8/10
Not quite a touchdown, but at least Stone is back
12 January 2000
Oliver Stone is one of the most, if not THE most, passionate filmmakers working today. He's also a talented filmmaker, which a lot of people seem to forget. When both his talent and passion are at full strength, the results are impressive(SALVADOR, PLATOON, JFK, NIXON). When the passion is still there, but the talent is tripped up by his passion and ambitions, he makes flawed movies which are still powerful(WALL STREET, TALK RADIO, BORN ON THE FOURTH OF JULY, HEAVEN AND EARTH). But when he goes outside of his passions, for either experiments(NATURAL BORN KILLERS), or to make "mainstream" movies(U-TURN), he misses wide. NATURAL BORN KILLERS, to me, was a worse film, but U-TURN was, in a way, even more dispiriting, because the former you could at least excuse as an experiment gone wrong, whereas the latter screamed "Cash-in!" You felt after watching Stone was too tired to fight anymore.

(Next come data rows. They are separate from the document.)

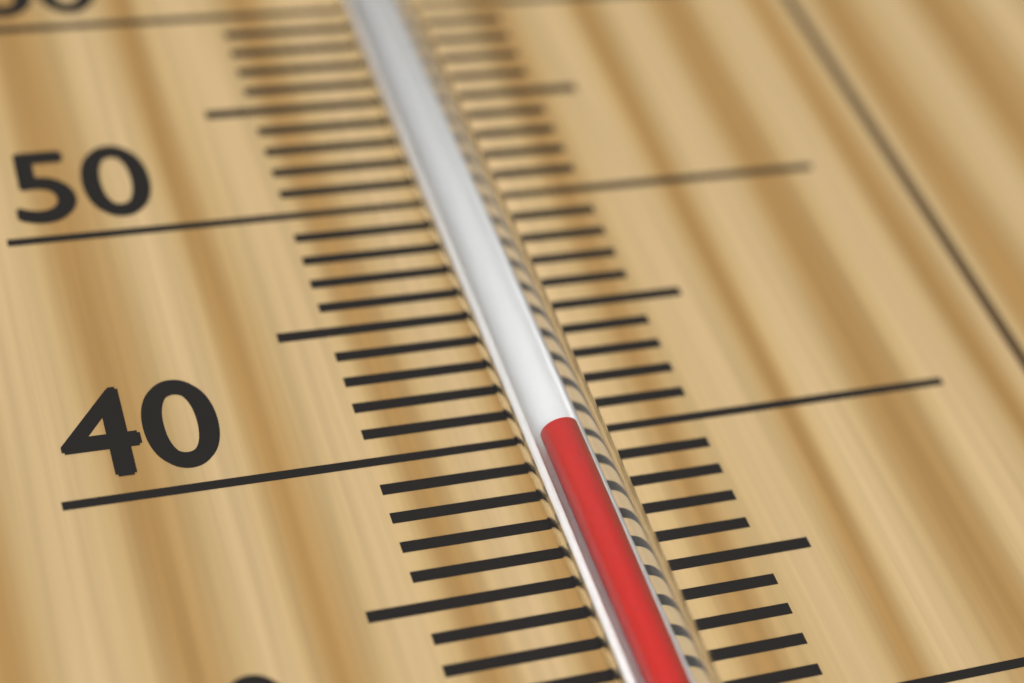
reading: 39 °C
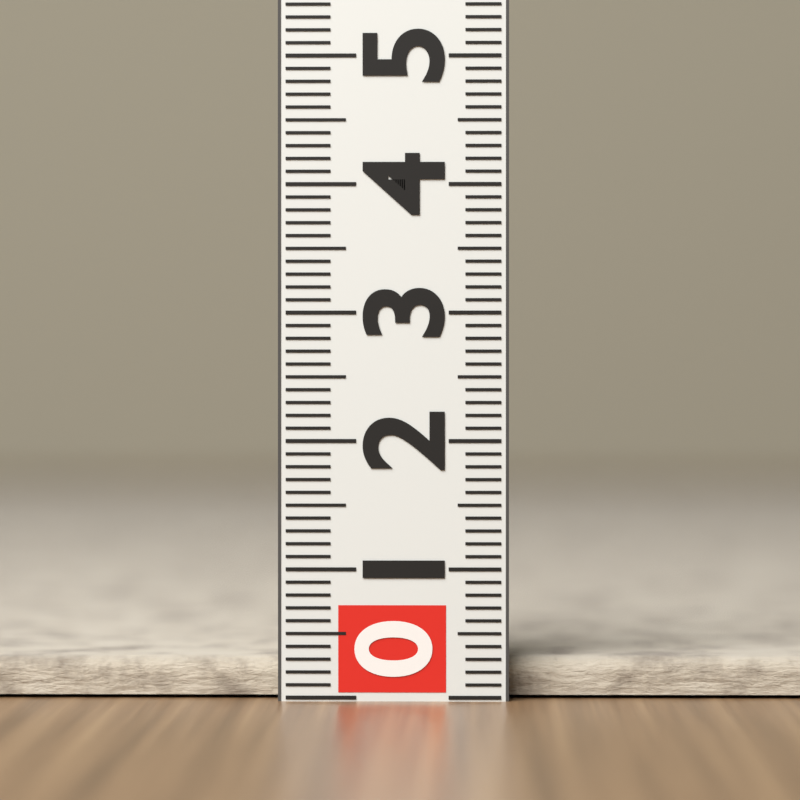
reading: 0.3 (no unit)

Well, as ANY GIVEN SUNDAY proves, Stone, like his on-screen alter-ego, Tony D'Amato(Al Pacino), may look tired, but he's still got fight left in him. Many have seen football as war, so it's appropriate Stone has long wanted to make a movie about football. And as Spike Lee did with HE GOT GAME, Stone wants us to see not only the glory of the actual playing(as well as how tough it is to earn that glory), but also the corrupt forces which are pervading it today. After all, we decry flashy players, and then complain about those who are too boring, we talk about tradition out of one side of our mouth and demand the game be updated out of the other side, we call white players who exhibit boorish behavior "colorful" while calling black players who exhibit similar behavior "punks"(and that's putting it mildly), we complain about players who are overpaid while thinking nothing of owners who spend lavishly on themselves and move teams around, we complain about football being too dominated by TV yet sit around like couch potatoes every Sunday and Monday night, we react with horror when players get hurt badly and get addicted to drugs, yet we yell at them to murder each other on the field and call those who don't chicken(to put it mildly), and so on.

This is a wide canvas to cover, and yet Stone does a pretty good job of it. Especially good is how the relationship between D'Amato and his new quarterback Willie Beamon(Jamie Foxx) encompasses a lot of that canvas. There are two scenes in particular which stand out; one where D'Amato sits with Willie on the plane and tries to talk to him, but can't think of anything which doesn't sound patronizing from Willie's point of view(like music, where D'Amato thinks the fact he's mentioning black jazz musicians is supposed to mean something), and the scene at D'Amato's house, where Beamon talks of how, in the past, "playing for the team" was code for "Know your place, boy," and have things really changed? Willie has to learn that playing for the team really does mean, as quarterback, getting them to respect you so they'll play for you, and Tony has to learn that tradition can't be stodgy, that it has to accept change.

Stone is less sure in other aspects. Cameron Diaz does a good job as the team's owner, but her character is a little too one-dimensional at times. It would have been more interesting to have here not just talk in terms of money, but that the game, to her, really is more interesting the way Willie plays it(maybe I'm biased, but I'm a fan of more pass-oriented games). And while I don't think Stone is as misogynist as he's been charged with in the past, certainly it's evident here. It's one thing to say there are groupies in football, it's another thing to delight in showing them. There are sympathetic woman here, particularly Ann-Margaret as Diaz's mother, who shows what being a football wife costs, and Lela Rochon as Willie's girlfriend, who is unwilling to have that happen to her(the scene at the party, where she feels both isolated from Willie and the other wives, is nicely drawn). Finally, Stone can't resist the ROCKY-type cliches near the end.

But though it's flawed, there's still a lot of power here. Except for Lauren Holly, who I'm not a big fan of, the acting is all around excellent, particularly Foxx. I was particularly impressed with how well the athletes did as actors, particularly Jim Brown(though he's an actor, so this isn't surprising) and Lawrence Taylor. And, of course, all the football scenes are terrific and feel real. It's always good when you see on screen what you can't see watching the game on TV, and Stone accomplishes that here. Call it not quite a touchdown, but a film which convinces us Stone still has fight left in him.